Sunday, April 13, 2008

Traffic Flow, Personal Flow, and the Built Environment

Part 2 of a multi-part series

How does this relate to architecture, urban planning, and landscape design? What does knowledge of pressure/volume pulses in the urban landscape do for the planner/designer? What can we learn from urban experiences in traffic flow and our emotional responses while driving? If we know how individuals generally react, how do we go about planning for this? Does it have to do with good urban design, compensation, or surrender to the sense that things are beyond our control?

Around my current residence, just Northwest of the central business district of downtown Salt Lake City, several issues slow down the pace of traffic, for me most noticeable in the evenings between 4:00 p.m. and 7 p.m. Traffic lights are paced in a way that seems always to go against the flow. I idle at each and every light. Even the usual well timed lights are paced in a way to impede continuous flow. One option for leaving the neighborhood I don’t usually use is Northwest, because the grocery stores to the East are closer and more familiar. There is no walkable grocery in this Northwest residential section between City Creek Canyon, which enters the city from the North and passes by the East side of the state capital, and I-15. The nearest grocery is 4-6 blocks West of the freeway.

Several aspects really impede flow. At dinnertime, just like in Park City, an international tourist destination town, everyone wants to go at the same time to the restaurants and grocery stores, and everybody shows up with the same hungry, impatient impulse. I enter this slow down with my own rising need to eat or shop for groceries, and get pinched by City Creek—which prevents flow East to the plurality of groceries 6 blocks in that direction—and all the downtown traffic emptying into the streets outbound through the various arteries north and west. Eastbound traffic is almost as bad, though if you drive far enough South, you will hit a moderately flowing Eastbound route.

Trax is but 2 blocks away, but this option means about an hour turnaround time to the most convenient supermarket and back. One might wonder why I am compelled to be on this schedule of having emotional or biological needs like hunger or the need to burn energy at about 5 p.m., when the immediate world around me is full of people in traffic, creating a potential for resonant stress through traffic, crowding and the like. My own impulses are naturally timed like most everyone else, and my schedule regularly coincides with the mass exodus from downtown.

Monday, April 7, 2008

Traffic Flow, Personal Flow, and the Built Environment

Part 1 of a multi-part entry

Flow is a very unique phenomena in psychological wellbeing. When we are in flow, as with an athletic activity, complex task, or any time we are completely immersed and engaged by the moment, flow experts tell us that we have a different sense of time, our mind tends to be fully engaged, and our emotions support a peak experience.

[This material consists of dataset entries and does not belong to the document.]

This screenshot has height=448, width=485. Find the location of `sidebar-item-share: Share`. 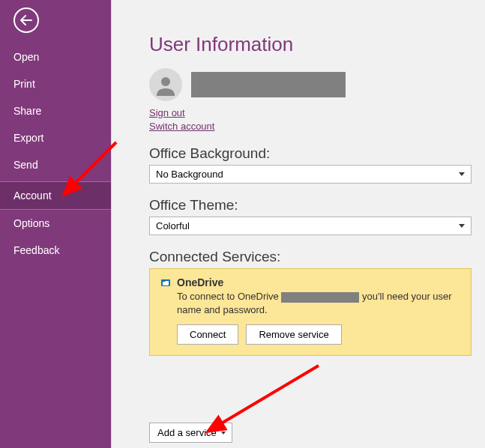

sidebar-item-share: Share is located at coordinates (55, 111).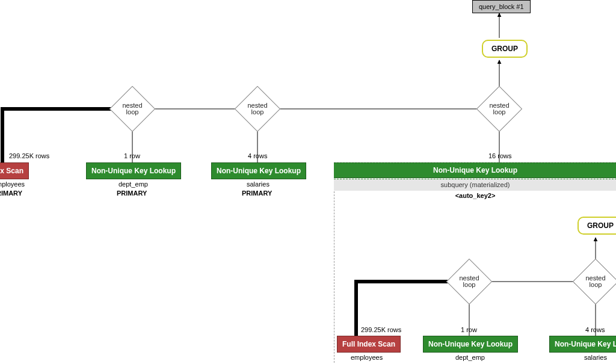 The image size is (616, 364). Describe the element at coordinates (502, 7) in the screenshot. I see `query-block-box: query_block #1` at that location.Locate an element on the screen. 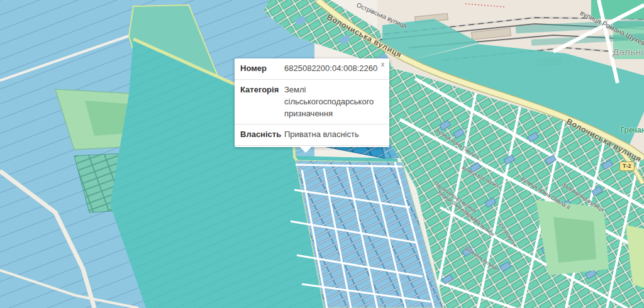  popup-row-number: Номер 6825082200:04:008:2260 is located at coordinates (312, 69).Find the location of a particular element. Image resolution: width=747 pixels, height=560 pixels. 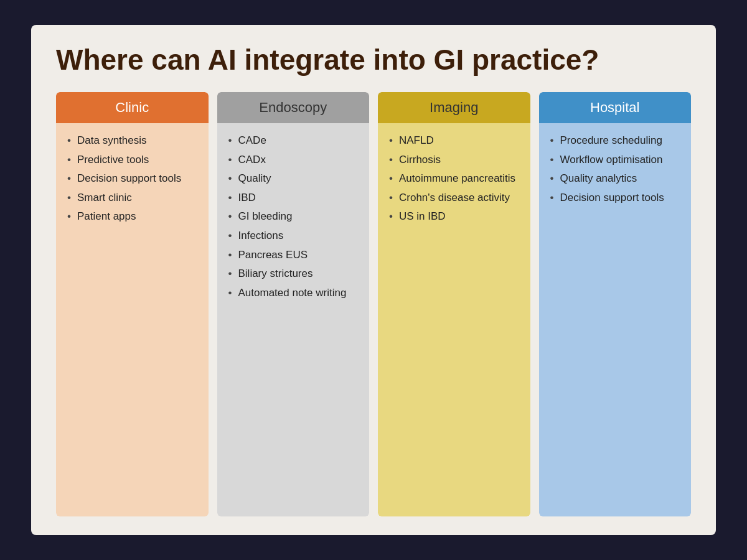

list-item: Data synthesis is located at coordinates (132, 141).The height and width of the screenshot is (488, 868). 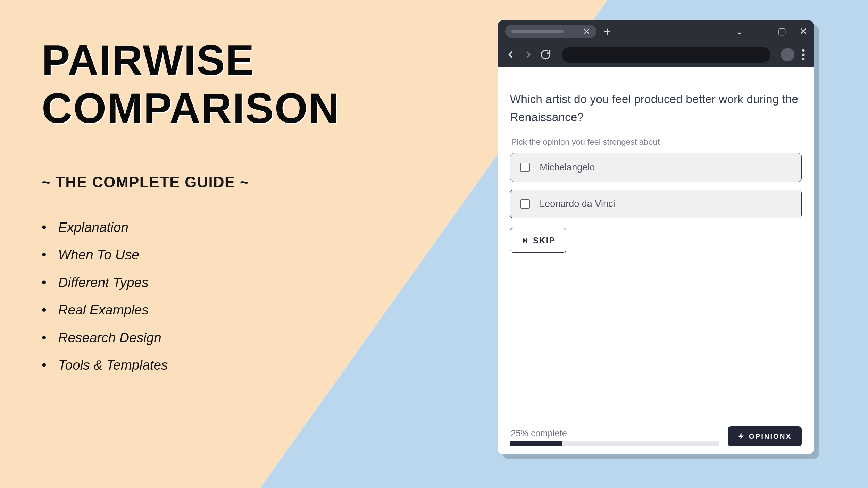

In the buildup to the 2002 Winter Olympics, I held a night job that made quite a good deal of money, and when I wasn’t immersed in the work, I was doing a lot of reading and thinking, especially in psychology. Delivering food in Park City from over 30 restaurants around town allowed me to experience the streets from the late afternoon mass exodus of ski resorts, jamming all the main arteries, to late evening, when the streets returned to their quiet, empty state.

I used the opportunity to observe how stress affected the kitchens of those restaurants, and the staff of nearly 100 hotels, resorts and bed and breakfasts. How was stress affecting the 12-20 customers I delivered to per night, 7 nights a week? After having earned a BA in English with a minor in History from the University of Houston, and starting a 10 year hiatus living off the grid outside of Park City, subsidized by high paying seasonal jobs, I was spurred to be watchful for meta-patterns, useful information to stow away for later.

While many of my confederates were immersed in drama—of their personal lives, the road, interpersonal conflict and misaligned expectations between restaurant and driver, driver and customer, I was immersed in how the high volume, high pressure experience at certain times of day in a ski destination town impacted everybody I came into contact with. Road rage was defined in the mid-60’s by a major change in the thinking of stress psychology. The experience of misaligned expectation, where we are behaviorally programmed to travel fast, are attached to that rate of flow, and react to incidences that fuel a sense of frustration in traffic, turned out to have a very unique signature.

Theories and research on stress up to the 1960’s focused primarily on physical experiences, modern stress research growing up around studies of soldiers coming out of WWII. Much of the clinical research models revolved around studies that experimented with putting an organism under intense physical stress, and observing how it would try to adapt, burn out, give up, and eventually collapse.

Road rage studies tied an apparently primitive instinct of the brain and body—fight or flight, a survival mechanism evolved to protect the physical body—with the ego instead. Road rage was theorized as evidence of the shift of the body’s hormonal (and neurochemical) fight or flight response from defense against threat to bodily harm, to defense against threat of harm to the ego. Anyone familiar with ego defense psychology knows the old Benson and Hedges commercial stereotypes well this tendency to react under pressure: We’d “rather fight than switch”.